There are two stages to every A.J. Preller blockbuster. First comes the sticker shock. Then comes the part where everyone waits to see whether the deal turns into another round of exhausting discourse or the kind of move that makes the whole room get quiet.
Mason Miller is making the room get quiet. The Padres acquired Miller because Preller saw a chance to add a game-wrecking closer and behaved exactly like Preller behaves in those moments. He pushed in, accepted the prospect cost, and bet on impact over comfort. He dared everyone else to worry about the long-term pain while San Diego enjoyed the short-term.
Well, Miller now owns the longest scoreless streak in Padres history. With a scoreless inning in San Diego’s 6-4 Mexico City Series win over the Diamondbacks, Miller moved past Cla Meredith and pushed his streak to 34 2/3 innings. That changes the way a trade is remembered while the ink still feels fresh.
Fear the Reaper 🔥 pic.twitter.com/jPWkkFIgTp
— San Diego Padres (@Padres) April 26, 2026
Mason Miller’s record-setting Padres run gives A.J. Preller instant vindication
Padres fans know the routine by now. A big name becomes available, San Diego gets connected, everyone starts doing emotional accounting on prospects, and then Preller either lands the player or makes everyone wonder how close he got. It can be maddening. It can be reckless. And it can feel like living inside a trade machine with the safety settings turned off.
Then a player like Miller starts producing franchise records, and suddenly the whole thing looks a lot less complicated. This is why the Padres paid the price. They paid for the feeling that once they hand Miller the baseball with a lead, the night is probably over. That matters for a team that seems perfectly comfortable turning games into late-inning stress tests.
Saturday’s win was a perfect example. The Padres trailed Arizona 4-0 early, then clawed their way back with a four-run seventh before Ty France added insurance with his second homer of the game. That kind of comeback only feels complete when there is somebody at the end capable of slamming the door without turning the porch light into a hazard warning. Miller has become that guy.

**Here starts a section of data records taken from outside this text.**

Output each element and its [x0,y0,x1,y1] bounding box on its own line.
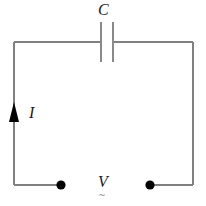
current-arrow-icon [9,102,19,122]
terminal-left-dot [56,180,65,189]
current-label: I [29,105,34,121]
ac-source-tilde-icon: ~ [99,189,105,200]
circuit-diagram: C I V ~ [0,0,206,206]
terminal-right-dot [145,180,154,189]
capacitor-label: C [98,2,109,18]
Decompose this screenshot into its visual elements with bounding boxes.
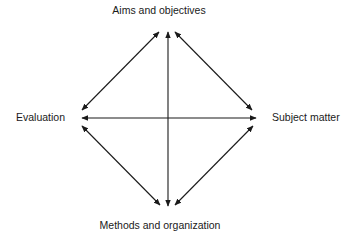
arrow-subject-methods <box>175 126 253 205</box>
arrow-evaluation-methods <box>82 126 160 205</box>
arrow-aims-evaluation <box>82 32 159 110</box>
arrow-aims-subject <box>175 32 252 110</box>
diagram-arrows <box>0 0 354 237</box>
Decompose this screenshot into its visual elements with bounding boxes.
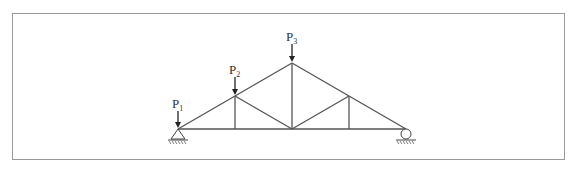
load-arrow-p3-icon [289,44,295,62]
pin-support-icon [168,129,188,144]
truss-diagram: P1 P2 P3 [0,0,581,172]
load-arrow-p2-icon [232,77,238,95]
load-label-p3: P3 [286,29,297,46]
diagonal-right [292,96,349,129]
load-label-p1: P1 [172,96,183,113]
load-label-p2: P2 [229,62,240,79]
load-arrow-p1-icon [175,111,181,128]
truss-members [178,63,406,129]
diagonal-left [235,96,292,129]
roller-support-icon [396,129,416,144]
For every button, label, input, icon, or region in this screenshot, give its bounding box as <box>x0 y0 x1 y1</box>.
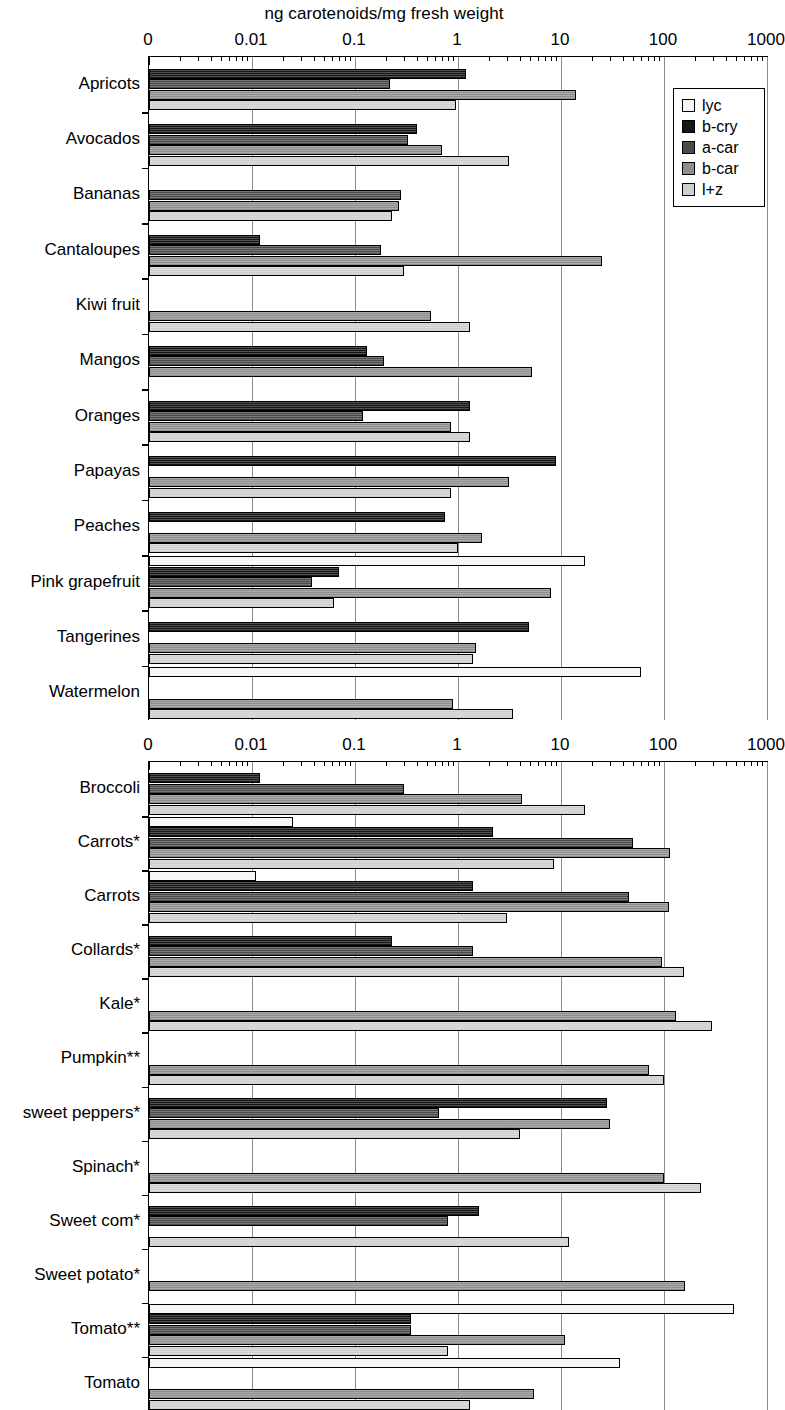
category-tick <box>142 223 149 225</box>
category-tick <box>142 870 149 872</box>
x-tick-minor <box>633 56 634 61</box>
x-tick-minor <box>648 56 649 61</box>
x-tick-minor <box>641 761 642 766</box>
x-tick-label: 100 <box>649 30 677 50</box>
bar-l+z <box>149 488 451 498</box>
x-tick-minor <box>757 56 758 61</box>
category-tick <box>142 278 149 280</box>
x-tick-minor <box>551 56 552 61</box>
category-label: Tangerines <box>57 627 140 647</box>
x-tick-minor <box>211 56 212 61</box>
vegetables-panel: 00.010.11101001000 BroccoliCarrots*Carro… <box>0 735 768 1410</box>
x-tick-minor <box>633 761 634 766</box>
x-tick-minor <box>198 761 199 766</box>
category-label: Watermelon <box>49 682 140 702</box>
x-tick-minor <box>623 56 624 61</box>
bar-b-car <box>149 311 431 321</box>
bar-a-car <box>149 784 404 794</box>
x-tick-minor <box>448 761 449 766</box>
legend-label: l+z <box>702 182 723 198</box>
x-tick-minor <box>324 56 325 61</box>
x-tick-minor <box>435 761 436 766</box>
category-label: Spinach* <box>72 1157 140 1177</box>
category-label: Pumpkin** <box>61 1048 140 1068</box>
category-tick <box>142 1032 149 1034</box>
category-tick <box>142 500 149 502</box>
bar-b-cry <box>149 69 466 79</box>
category-label: Collards* <box>71 940 140 960</box>
x-tick-minor <box>345 56 346 61</box>
x-tick-minor <box>324 761 325 766</box>
x-tick-label: 0.01 <box>234 30 267 50</box>
category-label: Avocados <box>66 129 140 149</box>
category-tick <box>142 666 149 668</box>
bar-b-car <box>149 477 509 487</box>
bar-l+z <box>149 859 554 869</box>
bar-l+z <box>149 967 684 977</box>
bar-a-car <box>149 946 473 956</box>
bar-l+z <box>149 1075 664 1085</box>
x-tick-label: 0.01 <box>234 735 267 755</box>
legend-item-b-car: b-car <box>682 158 754 179</box>
x-tick-minor <box>592 761 593 766</box>
x-tick-minor <box>623 761 624 766</box>
fruits-panel: 00.010.11101001000 ApricotsAvocadosBanan… <box>0 30 768 720</box>
x-tick-minor <box>247 56 248 61</box>
gridline <box>767 57 768 720</box>
bar-b-cry <box>149 512 445 522</box>
x-tick-label: 10 <box>551 735 570 755</box>
x-tick-minor <box>507 761 508 766</box>
x-tick-minor <box>726 761 727 766</box>
x-tick-minor <box>180 56 181 61</box>
x-tick-label: 0 <box>143 30 152 50</box>
bar-a-car <box>149 1325 411 1335</box>
x-tick-minor <box>736 761 737 766</box>
category-label: Papayas <box>74 461 140 481</box>
bar-a-car <box>149 411 363 421</box>
x-tick-minor <box>538 761 539 766</box>
bar-lyc <box>149 667 641 677</box>
bar-b-car <box>149 1065 649 1075</box>
category-tick <box>142 555 149 557</box>
bar-b-car <box>149 256 602 266</box>
x-tick-minor <box>417 56 418 61</box>
x-tick-label: 100 <box>649 735 677 755</box>
legend-swatch-icon <box>682 183 695 196</box>
category-label: Sweet potato* <box>34 1265 140 1285</box>
bar-l+z <box>149 913 507 923</box>
x-tick-minor <box>386 56 387 61</box>
category-tick <box>142 816 149 818</box>
x-tick-label: 1 <box>452 735 461 755</box>
category-tick <box>142 1357 149 1359</box>
bar-b-car <box>149 1173 664 1183</box>
bar-b-cry <box>149 1206 479 1216</box>
x-tick-minor <box>538 56 539 61</box>
category-label: Kiwi fruit <box>76 295 140 315</box>
x-tick-label: 1000 <box>747 30 785 50</box>
category-tick <box>142 112 149 114</box>
category-label: Broccoli <box>80 778 140 798</box>
bar-b-cry <box>149 773 260 783</box>
bar-b-car <box>149 588 551 598</box>
x-tick-minor <box>695 56 696 61</box>
x-tick-minor <box>211 761 212 766</box>
category-tick <box>142 1303 149 1305</box>
x-tick-minor <box>198 56 199 61</box>
category-label: Tomato <box>84 1373 140 1393</box>
bar-b-car <box>149 902 669 912</box>
x-tick-minor <box>713 56 714 61</box>
category-tick <box>142 168 149 170</box>
x-tick-minor <box>242 761 243 766</box>
x-tick-minor <box>744 56 745 61</box>
x-tick-minor <box>507 56 508 61</box>
category-tick <box>142 1195 149 1197</box>
bar-b-car <box>149 533 482 543</box>
bar-b-car <box>149 794 522 804</box>
bar-b-car <box>149 643 476 653</box>
bar-l+z <box>149 432 470 442</box>
x-tick-minor <box>736 56 737 61</box>
legend-label: b-cry <box>702 119 738 135</box>
bar-l+z <box>149 100 456 110</box>
legend-swatch-icon <box>682 99 695 112</box>
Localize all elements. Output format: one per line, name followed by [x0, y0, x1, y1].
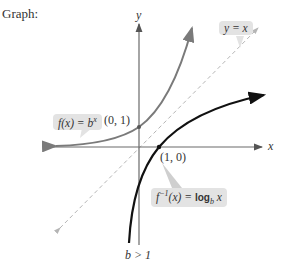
point-0-1 [137, 125, 141, 129]
exp-callout-text: f(x) = b [58, 117, 93, 129]
log-callout-tail [162, 163, 182, 188]
exp-function-callout: f(x) = bx [53, 114, 102, 130]
function-graph [0, 0, 281, 265]
point-1-0-label: (1, 0) [160, 150, 186, 165]
log-callout-fn: log [195, 192, 210, 203]
log-callout-arg: x [214, 191, 222, 203]
x-axis-label: x [268, 139, 273, 154]
point-0-1-label: (0, 1) [104, 113, 130, 128]
identity-line-callout: y = x [219, 21, 253, 35]
condition-label: b > 1 [125, 248, 151, 263]
exp-callout-exponent: x [93, 115, 97, 124]
y-axis-label: y [136, 8, 141, 23]
log-callout-mid: (x) = [169, 191, 195, 203]
line-callout-tail [236, 36, 244, 48]
log-callout-inverse: −1 [159, 189, 168, 198]
point-1-0 [157, 145, 161, 149]
log-function-callout: f−1(x) = logb x [151, 188, 227, 207]
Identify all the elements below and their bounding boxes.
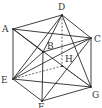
vertex-h-point [61,65,63,67]
vertex-e-point [12,78,14,80]
edge-fg [42,87,91,101]
vertex-label-a: A [1,24,9,34]
cube-diagram: ABCDEFGH [0,0,102,108]
edge-bf [42,52,43,101]
vertex-label-b: B [47,41,54,51]
vertex-g-point [90,86,92,88]
vertex-d-point [61,14,63,16]
vertex-label-d: D [58,2,65,12]
vertex-label-c: C [94,34,101,44]
edge-eg [13,79,91,87]
vertex-label-g: G [92,90,99,100]
solid-edges [13,15,91,101]
vertex-label-f: F [38,102,44,108]
edge-ad [13,15,62,29]
vertex-a-point [12,28,14,30]
vertex-label-h: H [65,54,73,64]
vertex-label-e: E [1,75,8,85]
edge-ef [13,79,42,101]
vertex-c-point [90,37,92,39]
vertex-b-point [42,51,44,53]
edge-ac [13,29,91,38]
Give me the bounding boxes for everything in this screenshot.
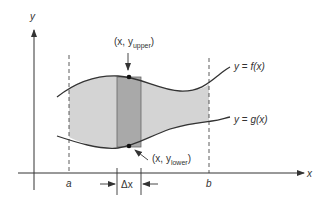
- delta-x-label: Δx: [121, 179, 133, 190]
- lower-point-label: (x, ylower): [152, 153, 191, 166]
- upper-point-dot: [127, 75, 132, 80]
- upper-point-label: (x, yupper): [114, 36, 154, 50]
- g-curve-label: y = g(x): [233, 114, 268, 125]
- b-label: b: [206, 178, 212, 189]
- y-axis-label: y: [29, 11, 36, 22]
- lower-point-dot: [127, 144, 132, 149]
- lower-point-arrow: [135, 150, 148, 160]
- area-between-curves-diagram: y x a b (x, yupper) (x, ylower) y = f(x)…: [0, 0, 325, 200]
- f-curve-label: y = f(x): [233, 61, 265, 72]
- a-label: a: [66, 178, 72, 189]
- x-axis-label: x: [306, 168, 313, 179]
- representative-strip: [117, 77, 141, 147]
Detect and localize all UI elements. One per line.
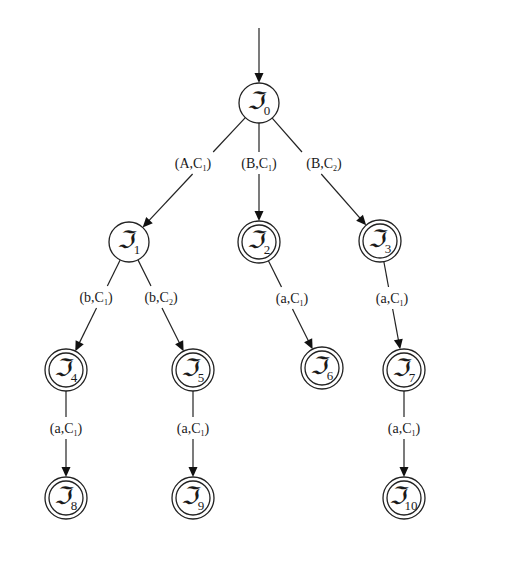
node-subscript: 1 — [134, 242, 141, 257]
edge-1-5: (b,C2) — [138, 260, 184, 351]
edge-0-1: (A,C1) — [143, 118, 246, 228]
edge-label: (a,C1) — [376, 291, 409, 308]
edge-4-8: (a,C1) — [50, 391, 83, 477]
edge-line-upper — [268, 261, 281, 287]
node-subscript: 2 — [264, 242, 271, 257]
state-node-0: ℑ0 — [239, 83, 279, 123]
edge-label: (A,C1) — [175, 156, 212, 173]
state-tree-diagram: (A,C1)(B,C1)(B,C2)(b,C1)(b,C2)(a,C1)(a,C… — [0, 0, 512, 564]
edge-label: (a,C1) — [50, 421, 83, 438]
edge-label: (a,C1) — [177, 421, 210, 438]
state-node-3: ℑ3 — [359, 220, 401, 262]
node-subscript: 5 — [198, 370, 205, 385]
node-subscript: 3 — [385, 241, 392, 256]
edge-label: (b,C1) — [79, 290, 113, 307]
state-node-8: ℑ8 — [45, 477, 87, 519]
state-node-7: ℑ7 — [383, 349, 425, 391]
edge-line-lower — [144, 174, 193, 226]
edge-7-10: (a,C1) — [388, 391, 421, 477]
edge-line-upper — [107, 260, 120, 286]
edge-line-upper — [213, 118, 245, 152]
edge-0-2: (B,C1) — [241, 123, 277, 221]
edge-label: (a,C1) — [276, 291, 309, 308]
start-arrow — [255, 28, 264, 83]
state-node-6: ℑ6 — [301, 347, 343, 389]
edge-line-upper — [384, 262, 389, 287]
arrow-head-icon — [400, 467, 409, 477]
edge-label: (b,C2) — [144, 290, 178, 307]
edge-label: (B,C2) — [306, 156, 342, 173]
state-node-1: ℑ1 — [109, 222, 149, 262]
state-node-5: ℑ5 — [172, 349, 214, 391]
node-subscript: 4 — [71, 370, 78, 385]
state-node-10: ℑ10 — [383, 477, 425, 519]
node-subscript: 8 — [71, 498, 78, 513]
edge-0-3: (B,C2) — [272, 118, 366, 225]
edge-1-4: (b,C1) — [75, 260, 120, 351]
edge-line-lower — [321, 174, 365, 224]
state-node-9: ℑ9 — [172, 477, 214, 519]
edge-label: (a,C1) — [388, 421, 421, 438]
arrow-head-icon — [255, 211, 264, 221]
node-subscript: 0 — [264, 103, 271, 118]
node-subscript: 10 — [405, 498, 418, 513]
arrow-head-icon — [189, 467, 198, 477]
edge-line-upper — [138, 260, 151, 286]
edge-3-7: (a,C1) — [376, 262, 409, 350]
edge-label: (B,C1) — [241, 156, 277, 173]
edge-line-upper — [272, 118, 302, 152]
arrow-head-icon — [255, 73, 264, 83]
edge-5-9: (a,C1) — [177, 391, 210, 477]
arrow-head-icon — [62, 467, 71, 477]
node-subscript: 9 — [198, 498, 205, 513]
state-node-2: ℑ2 — [238, 221, 280, 263]
node-subscript: 7 — [409, 370, 416, 385]
node-subscript: 6 — [327, 368, 334, 383]
arrow-head-icon — [394, 339, 403, 350]
edge-2-6: (a,C1) — [268, 261, 312, 349]
state-node-4: ℑ4 — [45, 349, 87, 391]
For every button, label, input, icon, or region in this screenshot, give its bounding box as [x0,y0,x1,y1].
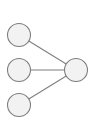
graph-node [65,59,88,82]
graph-node [8,59,31,82]
graph-node [8,94,31,117]
graph-diagram [0,0,95,136]
graph-node [8,24,31,47]
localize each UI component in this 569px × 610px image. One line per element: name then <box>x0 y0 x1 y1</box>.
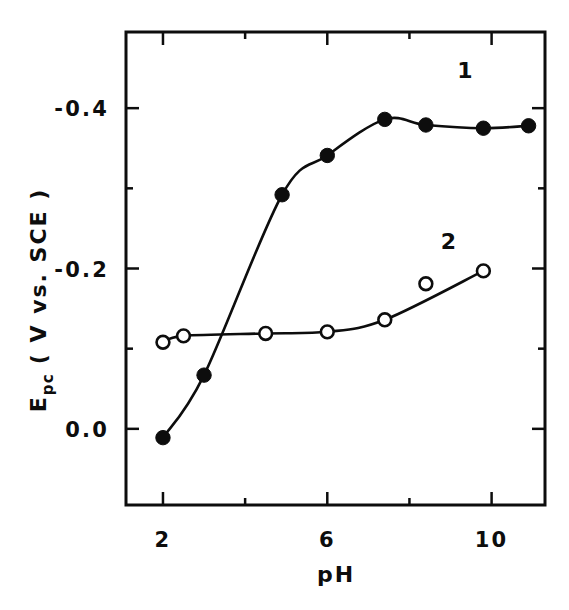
x-axis-title: pH <box>317 562 355 587</box>
y-axis-title-base: E <box>26 395 51 412</box>
data-point <box>521 119 535 133</box>
series-markers <box>156 112 536 445</box>
y-axis-tick-labels: -0.4-0.20.0 <box>54 97 109 442</box>
x-tick-label: 6 <box>319 528 336 552</box>
data-point <box>177 329 190 342</box>
y-axis-title-units: ( V vs. SCE ) <box>26 188 51 365</box>
series-label-2: 2 <box>441 229 456 254</box>
series-label-1: 1 <box>457 58 472 83</box>
data-point <box>419 277 432 290</box>
data-point <box>419 118 433 132</box>
figure-container: 2610 -0.4-0.20.0 12 pH Epc( V vs. SCE ) <box>0 0 569 610</box>
data-point <box>378 112 392 126</box>
y-tick-label: -0.2 <box>54 258 109 282</box>
data-point <box>197 368 211 382</box>
data-point <box>157 336 170 349</box>
x-axis-tick-labels: 2610 <box>155 528 509 552</box>
x-axis-ticks <box>163 32 492 505</box>
x-tick-label: 10 <box>475 528 509 552</box>
data-point <box>476 121 490 135</box>
data-point <box>477 265 490 278</box>
series-curve-1 <box>163 118 529 438</box>
y-tick-label: 0.0 <box>65 418 109 442</box>
data-point <box>156 430 170 444</box>
data-point <box>275 188 289 202</box>
y-tick-label: -0.4 <box>54 97 109 121</box>
chart-canvas: 2610 -0.4-0.20.0 12 pH Epc( V vs. SCE ) <box>0 0 569 610</box>
y-axis-title-subscript: pc <box>39 373 57 395</box>
series-curves <box>163 118 529 438</box>
x-tick-label: 2 <box>155 528 172 552</box>
series-inline-labels: 12 <box>441 58 473 254</box>
y-axis-title: Epc( V vs. SCE ) <box>26 188 57 413</box>
data-point <box>320 148 334 162</box>
y-axis-title-group: Epc( V vs. SCE ) <box>26 188 57 413</box>
data-point <box>378 313 391 326</box>
data-point <box>321 325 334 338</box>
data-point <box>259 327 272 340</box>
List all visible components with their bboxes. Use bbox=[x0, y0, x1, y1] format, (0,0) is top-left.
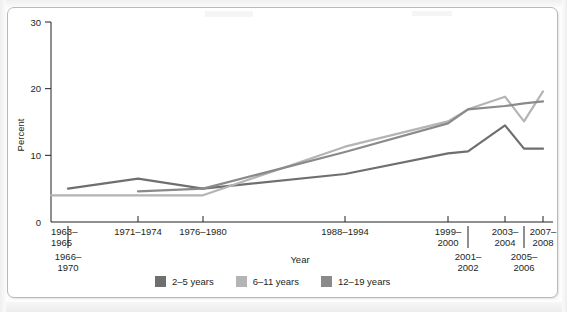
legend-label: 12–19 years bbox=[338, 276, 390, 287]
scanned-page: 0102030 1963–19651971–19741976–19801988–… bbox=[0, 0, 567, 312]
legend-entry: 12–19 years bbox=[321, 276, 390, 287]
legend-entry: 2–5 years bbox=[155, 276, 214, 287]
chart-canvas: 0102030 1963–19651971–19741976–19801988–… bbox=[0, 0, 567, 312]
legend-entry: 6–11 years bbox=[236, 276, 299, 287]
svg-text:1999–2000: 1999–2000 bbox=[435, 226, 462, 248]
svg-text:1988–1994: 1988–1994 bbox=[321, 226, 369, 237]
svg-text:0: 0 bbox=[36, 217, 41, 228]
axes: 0102030 bbox=[30, 17, 553, 249]
data-series bbox=[51, 91, 543, 195]
legend-label: 2–5 years bbox=[172, 276, 214, 287]
svg-text:30: 30 bbox=[30, 17, 41, 28]
svg-text:20: 20 bbox=[30, 83, 41, 94]
svg-text:1971–1974: 1971–1974 bbox=[114, 226, 162, 237]
svg-text:10: 10 bbox=[30, 150, 41, 161]
line-chart: 0102030 1963–19651971–19741976–19801988–… bbox=[0, 0, 567, 312]
chart-legend: 2–5 years6–11 years12–19 years bbox=[155, 276, 390, 287]
svg-text:1963–1965: 1963–1965 bbox=[51, 226, 78, 248]
svg-text:2003–2004: 2003–2004 bbox=[492, 226, 519, 248]
legend-swatch bbox=[321, 276, 332, 287]
legend-swatch bbox=[155, 276, 166, 287]
svg-text:2007–2008: 2007–2008 bbox=[530, 226, 557, 248]
legend-label: 6–11 years bbox=[253, 276, 299, 287]
svg-text:2005–2006: 2005–2006 bbox=[511, 251, 538, 273]
svg-text:1966–1970: 1966–1970 bbox=[55, 251, 82, 273]
legend-swatch bbox=[236, 276, 247, 287]
svg-text:Percent: Percent bbox=[15, 118, 26, 151]
svg-text:1976–1980: 1976–1980 bbox=[179, 226, 227, 237]
svg-text:Year: Year bbox=[290, 254, 309, 265]
svg-text:2001–2002: 2001–2002 bbox=[455, 251, 482, 273]
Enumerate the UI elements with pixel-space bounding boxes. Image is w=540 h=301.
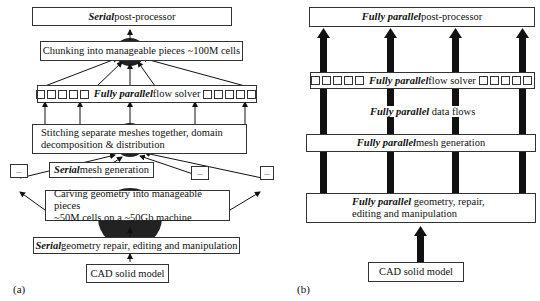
emph: Serial — [54, 164, 80, 176]
text: geometry repair, editing and manipulatio… — [61, 240, 238, 252]
text: geometry, repair, — [411, 196, 485, 207]
text: Stitching separate meshes together, doma… — [41, 127, 223, 139]
emph: Fully parallel — [369, 75, 428, 87]
text: ... — [197, 167, 203, 179]
text: Carving geometry into manageable pieces — [54, 188, 229, 212]
emph: Fully parallel — [362, 11, 421, 23]
a-serial-mesh-generation: Serial mesh generation — [49, 162, 154, 178]
emph: Serial — [89, 11, 115, 23]
text: Chunking into manageable pieces ~100M ce… — [43, 45, 240, 57]
text: ... — [16, 165, 22, 177]
a-carving-box: Carving geometry into manageable pieces … — [45, 190, 230, 221]
emph: Fully parallel — [352, 196, 411, 207]
processor-squares — [203, 90, 258, 99]
a-ellipsis-box: ... — [10, 164, 28, 178]
a-ellipsis-box: ... — [191, 166, 209, 180]
a-cad-solid-model: CAD solid model — [86, 264, 169, 283]
b-flow-solver: Fully parallel flow solver — [310, 72, 535, 89]
processor-squares — [479, 76, 534, 85]
b-parallel-geometry-box: Fully parallel geometry, repair, editing… — [306, 193, 536, 223]
b-parallel-post-processor: Fully parallel post-processor — [309, 7, 535, 27]
text: post-processor — [114, 11, 175, 23]
text: ~50M cells on a ~50Gb machine — [54, 212, 192, 224]
panel-b-label: (b) — [297, 283, 310, 295]
emph: Fully parallel — [357, 137, 416, 149]
a-serial-geometry-repair: Serial geometry repair, editing and mani… — [33, 237, 240, 254]
emph: Fully parallel — [94, 88, 153, 100]
text: flow solver — [428, 75, 476, 87]
a-serial-post-processor: Serial post-processor — [32, 7, 232, 26]
text: CAD solid model — [90, 268, 164, 280]
processor-squares — [36, 90, 91, 99]
text: mesh generation — [80, 164, 149, 176]
text: decomposition & distribution — [41, 139, 165, 151]
emph: Fully parallel — [370, 106, 429, 117]
text: data flows — [429, 106, 475, 117]
b-cad-solid-model: CAD solid model — [368, 262, 464, 282]
text: ... — [264, 167, 270, 179]
text: CAD solid model — [379, 266, 453, 278]
text: mesh generation — [416, 137, 485, 149]
panel-a-label: (a) — [13, 283, 25, 295]
a-flow-solver: Fully parallel flow solver — [37, 85, 257, 103]
a-ellipsis-box: ... — [260, 166, 274, 180]
emph: Serial — [35, 240, 61, 252]
b-parallel-mesh-generation: Fully parallel mesh generation — [306, 134, 536, 152]
text: flow solver — [153, 88, 201, 100]
processor-squares — [311, 76, 366, 85]
text: post-processor — [421, 11, 482, 23]
b-data-flows-label: Fully parallel data flows — [368, 106, 477, 117]
a-stitching-box: Stitching separate meshes together, doma… — [32, 124, 247, 154]
text: editing and manipulation — [352, 208, 457, 220]
a-chunking-box: Chunking into manageable pieces ~100M ce… — [40, 41, 243, 61]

The numbers are silly enough to sound made up. Miller has struck out 27 of the 44 hitters he has faced this season, and only five have reached base. That’s a closer making major-league hitters look like they were handed the wrong scouting report and a plastic bat.
There is always risk in paying a huge trade price for a reliever. That’s the argument everyone reaches for because it’s usually fair. Relievers are volatile. Command comes and goes. One bad week can make the whole investment look wobbly. Miller is currently making that argument look ridiculous.
He has already passed Randy Jones and Cla Meredith on the Padres’ scoreless streak list. He is closing in on the longest scoreless streak by any reliever since at least 1961.
Manny Machado said it perfectly after the game. Asked when he thought something like this might be possible for Miller, Machado said, “When we traded for him.” That’s the Padres’ belief system in one sentence. They didn’t stumble into this version of Miller. They went and got him because they believed this version could tilt games, series, and maybe a season.
That doesn’t erase the cost. Padres fans have seen enough roster whiplash to know better than that. But this one? This one is already giving San Diego something tangible. The Padres paid for dominance, not depth. So far, Mason Miller is giving them dominance with a franchise-record receipt attached.